According to the Arizona Daily Sun, the Arizona Supreme Court ruled Tuesday in the case of McLaughlin vs. McLaughlin, in which a woman filed for custody after her spouse, the biological mother, cut off her contact to the child.
Suzan McLaughlin, the non-biological parent, had filed for divorce and parenting time, citing Arizona’s law that the “husband” is deemed the parent of any child born within 10 months of a marriage. However, Kimberly McLaughlin appealed under the logic that the law only applies if the other spouse is male.
In his majority opinion, Chief Justice Scott Bales wrote that Arizona laws that operate on the basis of paternity and use masculine nouns or pronouns are inconsistent with the nationwide gay marriage ruling, and therefore violate the U.S. Constitution’s Equal Protection Amendment. For the McLaughlin’s case, Bales conceded that the non-biological mother couldn’t be related to the child the couple had together, unlike the presumptive paternity taken on by husbands under Arizona’s laws, but that it didn’t matter.
Bales wrote that by denying same-sex couples the same marriage benefits as opposite-sex couples, gay families are demeaned and stigmatized, as the denial teaches others that gay families themselves are “other.”

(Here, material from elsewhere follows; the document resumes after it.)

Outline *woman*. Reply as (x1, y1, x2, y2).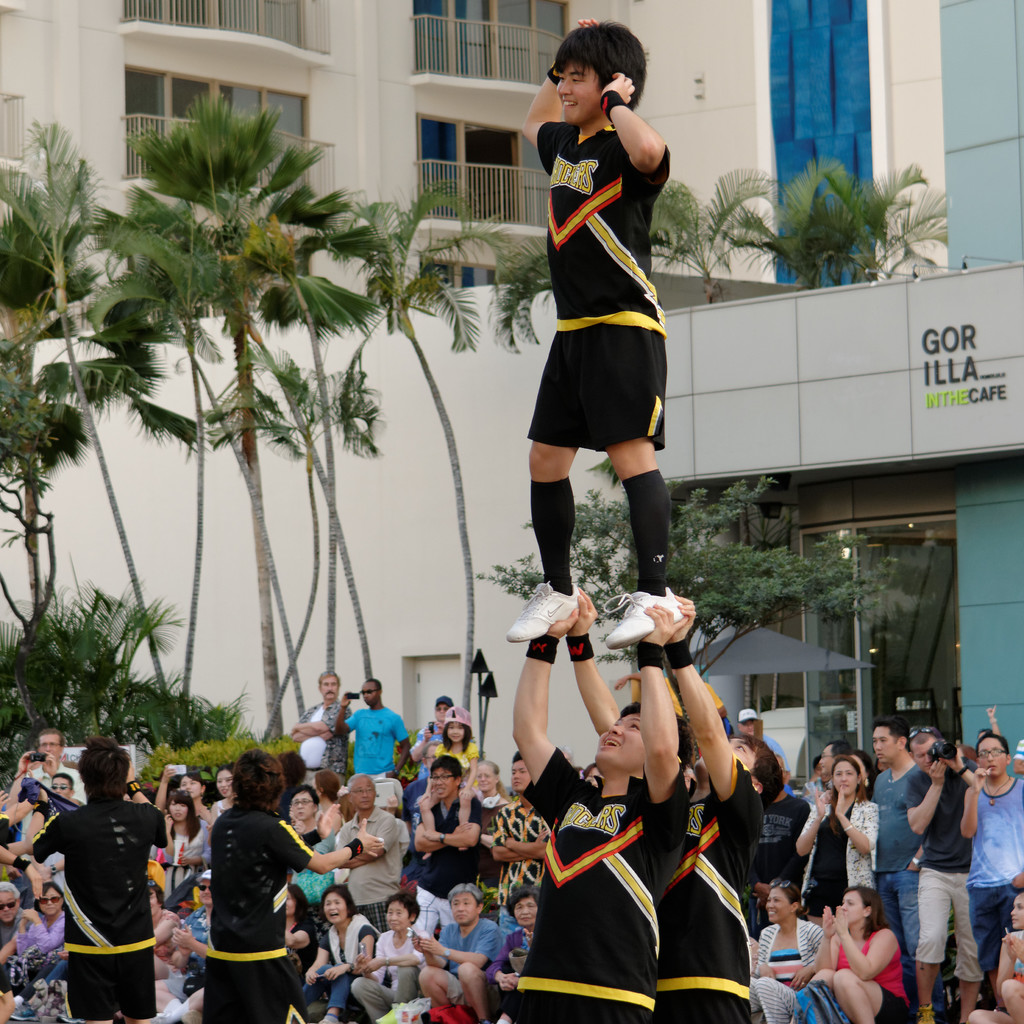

“Describing marriage as ‘a keystone of our social order,’ the court noted that states have ‘made marriage the basis for an expanding list of governmental rights, benefits and responsibilities,’ such as ‘child custody, support, and visitation rules,”’ Bales wrote, quoting from the 2015 ruling.
“Denying same-sex couples the same legal treatment in marriage and all the benefits afforded opposite-sex couples works a grave and continuing harm on gays and lesbians in various ways—demeaning them, humiliating and stigmatizing their children and family units, and teaching society that they are inferior in important respects.”
Despite the ruling broadening gay rights, the implementation of such laws could be more complicated. Bales said individual laws regarding marriage benefits could be made void on a case-by-case basis as more gay couples sue for nondiscrimination, but that it would be better for the state’s Republican governor and lawmakers to repeal discriminatory laws.